Monday, March 30, 2009

Celebrating 30 years of C-SPAN

We’d be remiss if March passed without noting an important birthday. C-SPAN, the cable television staple, turned 30 earlier this month. There was little in the way of public celebration to note the occasion, but such a festivity would not have been unwelcome. A fete honoring the network that continues to bring a high level of government transparency to Americans would certainly be in order.

Given the demographic shift in the nation, many Americans living today probably find it difficult to recall a time when the inner workings of Congress and the federal government were pretty much a mystery. There was extensive coverage in the print and visual media, of course, but it was circumscribed by limited access to the places where elected officials made speeches, discussed bills and cast votes. C-SPAN changed all that.

When the network signed on the air on March 19, 1979, the nation’s view of the House of Representatives changed forever. Americans no longer had to wait to read a newspaper or for a TV news broadcast to see or hear what was taking place on the House floor. C-SPAN was there and beamed a live signal into America’s homes and offices.

C-SPAN’s minimalist approach is unique. It is unbiased and it is complete. It unblinkingly provides video and audio coverage of what is said and done in Congress without additional comment. Refreshingly, those who watch are invited, indeed, encouraged, to form their own opinions.

Doomsayers three decades ago predicted a short life span for C-SPAN. Who, they asked, would tune in to watch a parade of men and women standing before a fixed camera spouting off on sometimes esoteric topics? Millions of Americans, that’s who.

Thirty years later, about 39 million Americans tune in to C-SPAN regularly (at least once or twice a week by industry definition) and the service is available to almost 100 million households served by either cable or satellite. That, by any measure, is a success story.

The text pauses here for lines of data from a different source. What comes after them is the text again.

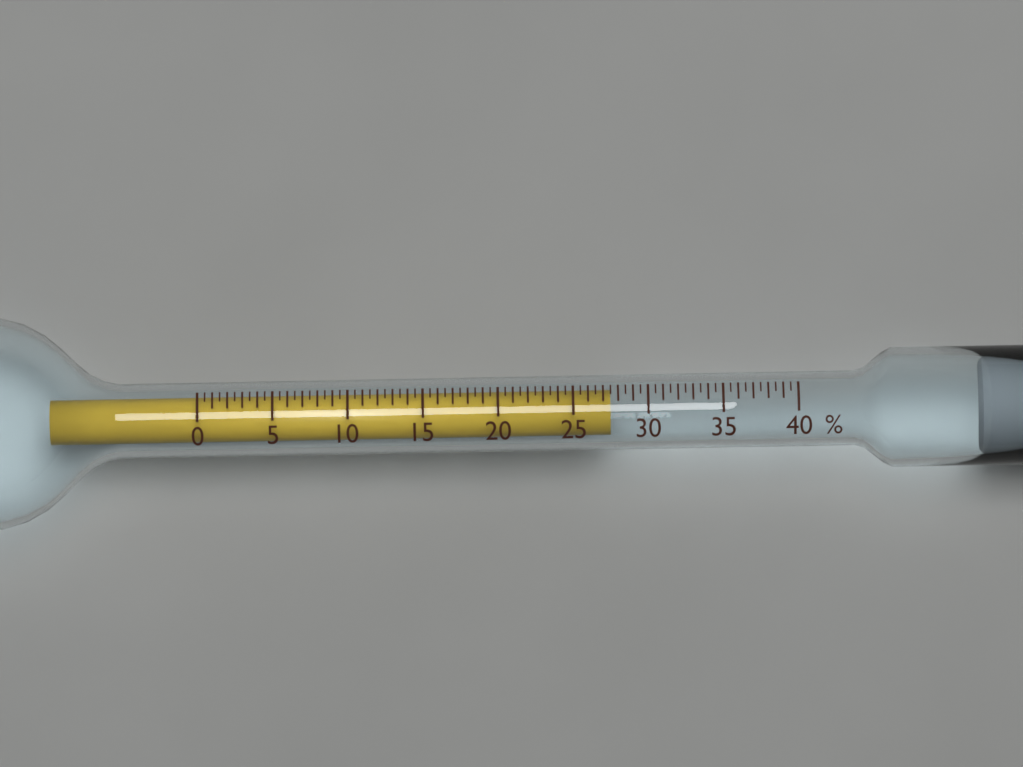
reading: 27.5 %
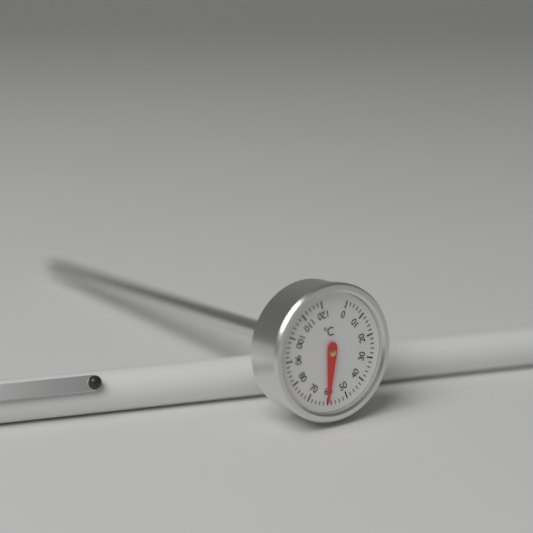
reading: 60 °C
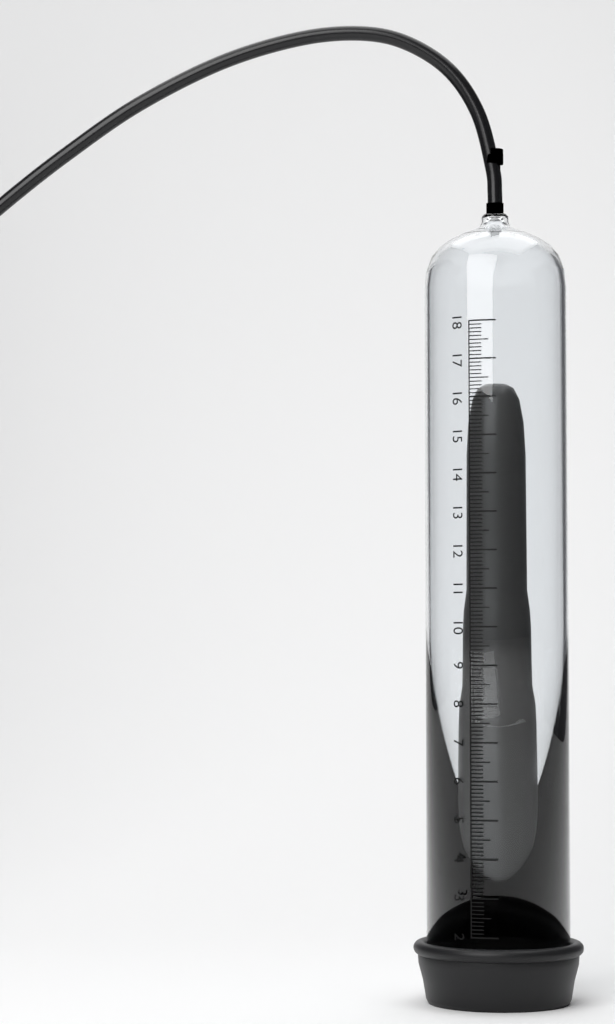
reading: 16.5 (no unit)
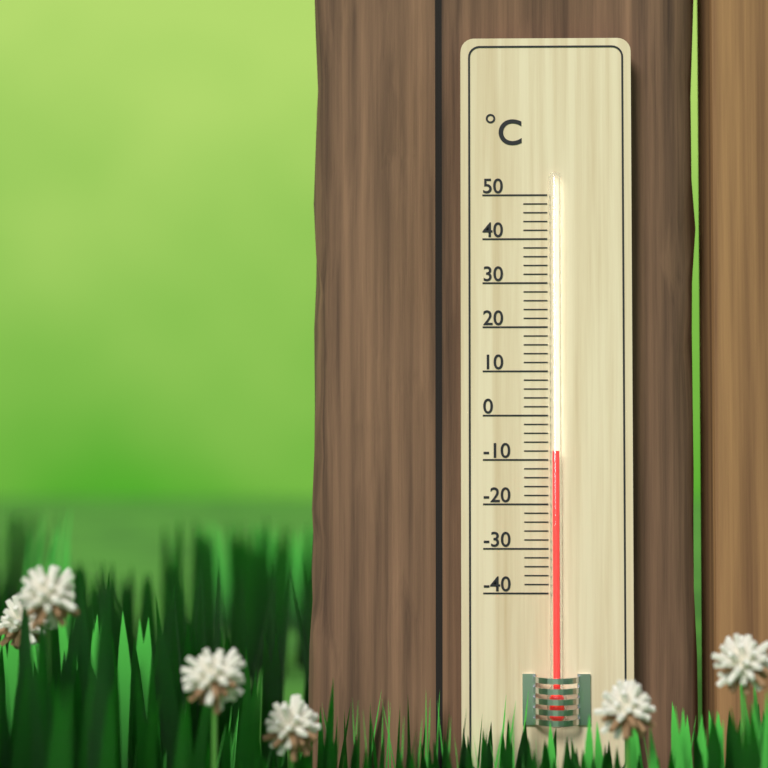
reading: -8 °C
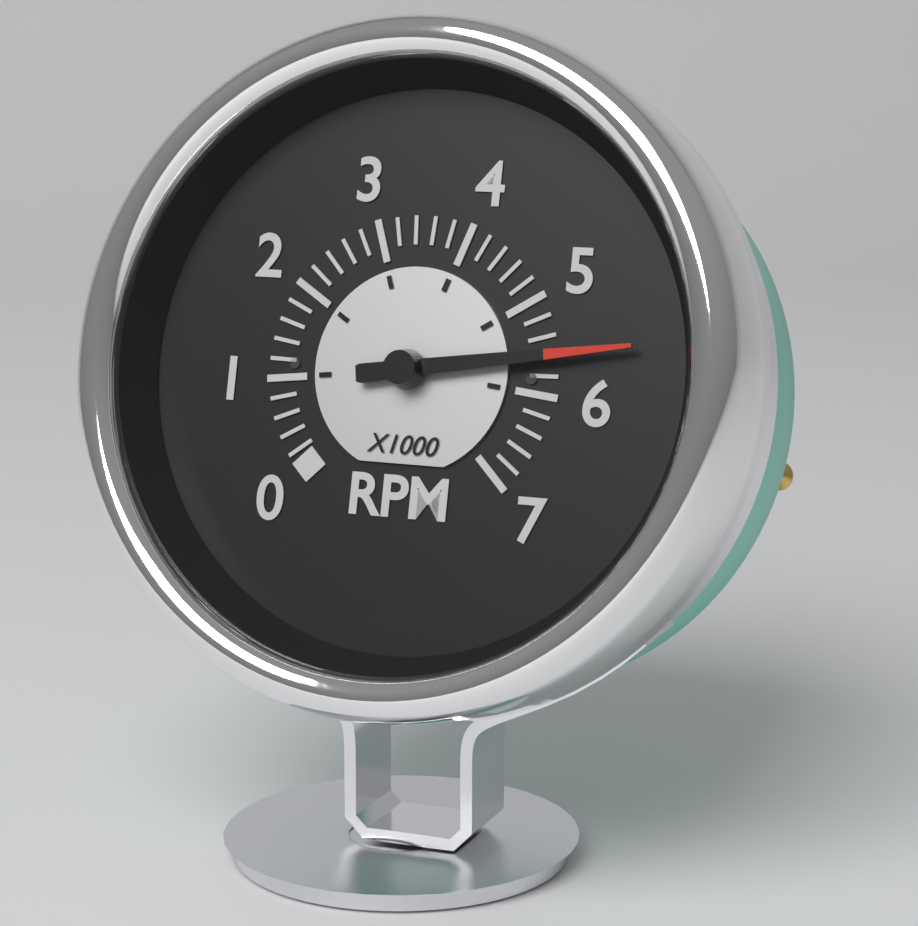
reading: 5600 RPM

C-SPAN has achieved far more than a successful business model since Al Gore Jr., then in the House, became the first to speak during live network coverage. C-SPAN has expanded, not only to a second network covering the Senate, but to a third that provides a wide variety of exemplary public affairs programming. There’s also a popular Web site with a public archive that provides a historically valuable, in-depth archive on contemporary U.S. government.

C-SPAN created a new dynamic between Americans and those who govern them by providing a transparency that once was inconceivable. In doing so, it has encouraged similar openness at other levels of government. Many state and local governments now routinely broadcast meetings. For that, we have C-SPAN to thank.

The network, which does not receive a cent of federal money, continues to seek more openness in government. It is in the vanguard of those pushing the U.S. Supreme Court to allow coverage of its sessions. That’s a suitable goal for a network, which at a robust 30, is entering the prime of life.